The solution is to skip all the libraries you want to use from the environment when you create the lock package. You can do this using the --ignore flag:

poetry run poetry-lock-package --build --ignore pyspark --ignore mlflow

This will ignore pyspark and mlflow. Both arguments are seen as regular expressions, allowing for --ignore arguments like tensorflow.* to ignore all types of tensorflow libraries.

Only the dependencies, not the parent package

If you want to mimic the requirements.txt approach of only installing the requirements and not the package itself, add the --no-root flag to the poetry-lock-package command. This will have the lock package not depend on the original package and allow you to install only the environment requirements and not the package itself.

This can be useful if you want to bootstrap a notebook environment to contain the proper dependencies, but not install the code from the original package for some reason.

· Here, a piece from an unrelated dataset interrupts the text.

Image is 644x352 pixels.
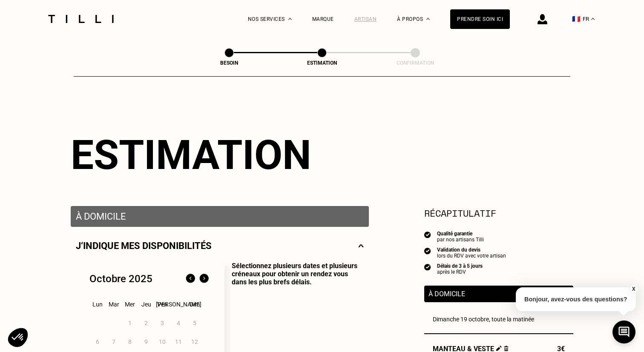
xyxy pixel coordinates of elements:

Why not use requirements.txt?

A requirements.txt is a text spec of the requirements which you can export from poetry using poetry export --format requirements.txt. Pip supports requirements files which you can install using pip install --requirement requirments.txt.

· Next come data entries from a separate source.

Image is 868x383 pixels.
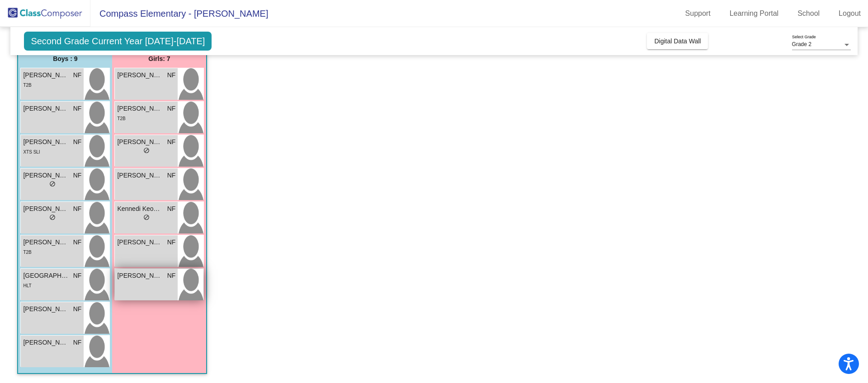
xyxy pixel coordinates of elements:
span: [PERSON_NAME] [23,71,68,80]
span: Kennedi Keokhamthong [117,204,162,214]
span: do_not_disturb_alt [143,147,149,153]
span: [GEOGRAPHIC_DATA] [23,271,68,280]
span: NF [167,171,176,180]
span: [PERSON_NAME] [23,104,68,114]
span: NF [167,271,176,280]
span: T2B [117,116,126,121]
span: [PERSON_NAME] [23,171,68,180]
span: NF [73,304,82,314]
span: T2B [23,250,31,255]
span: [PERSON_NAME] [117,104,162,114]
span: HLT [23,284,31,288]
span: [PERSON_NAME] [117,238,162,247]
span: [PERSON_NAME] [23,204,68,214]
span: NF [167,204,176,214]
span: [PERSON_NAME] [23,238,68,247]
span: NF [73,137,82,147]
span: [PERSON_NAME] [117,137,162,147]
span: NF [167,137,176,147]
span: NF [73,204,82,214]
span: NF [73,104,82,114]
a: School [790,6,827,21]
div: Girls: 7 [112,50,206,68]
span: Digital Data Wall [654,37,700,44]
a: Learning Portal [723,6,786,21]
button: Digital Data Wall [647,33,707,49]
span: NF [73,238,82,247]
span: Grade 2 [792,41,812,48]
div: Boys : 9 [18,50,112,68]
a: Logout [831,6,868,21]
span: [PERSON_NAME] [23,137,68,147]
span: NF [73,271,82,280]
span: NF [167,238,176,247]
span: [PERSON_NAME] [117,171,162,180]
span: NF [73,338,82,347]
span: [PERSON_NAME] [117,71,162,80]
a: Support [678,6,718,21]
span: Second Grade Current Year [DATE]-[DATE] [24,32,211,51]
span: do_not_disturb_alt [49,215,56,220]
span: do_not_disturb_alt [49,180,56,187]
span: do_not_disturb_alt [143,215,149,220]
span: XTS SLI [23,149,40,154]
span: NF [73,171,82,180]
span: [PERSON_NAME] [23,304,68,314]
span: NF [167,104,176,114]
span: NF [73,71,82,80]
span: Compass Elementary - [PERSON_NAME] [91,6,268,21]
span: NF [167,71,176,80]
span: [PERSON_NAME] [23,338,68,347]
span: T2B [23,83,31,87]
span: [PERSON_NAME] [117,271,162,280]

This does not support a way to ignore some of the dependencies. You could try to use grep to filter out some of the requirements, but this won't work as expected because the requirements file represents a flattened tree of dependencies. For example, filtering out pyspark will not filter out the dependencies pyspark has. This means that you will make the mistake of pinning a specific py4j version.

Another, minor, issue with requirements.txt files is that they require a separate distribution channel. Getting packages to your environment is simple, use a private repository. Getting requirements.txt files requires you to host them in another accessible place, like exposing your git repository to your deployment cluster.

Q&A

Some questions and answers:

  • Should I share a lock package on pypi: NO. A lock package is meant to be for internal use because it restricts the environment to much to be usable in an environment not controlled by the creator of the lock package.
  • What about security upgrades?: pip will never automatically role out security updates/downgrades. Which means that it really depends on your project. If you need to allow for on-site upgrades you will have to setup matrix CI builds to check the different versions, and keep your version constraints in check. If you don't need them, do a single build, run poetry run safety check on a schedule, and re-lock and deploy if needed.

See also

Combining dependencies in a single file:

  • zipapp: Python support for dealing with zip embedded Python projects.
  • pex: Twitter tool to combine dependencies in a single file.
  • shiv: LinkedIn tool to combine dependencies in a single file.
  • pyinstaller: Create executable installer for everything you need.
  • briefcase: Create executable from dependencies.
  • Appimages: Relocatable embedded Python dependencies.
  • flatpak: Containerized desktop application installs.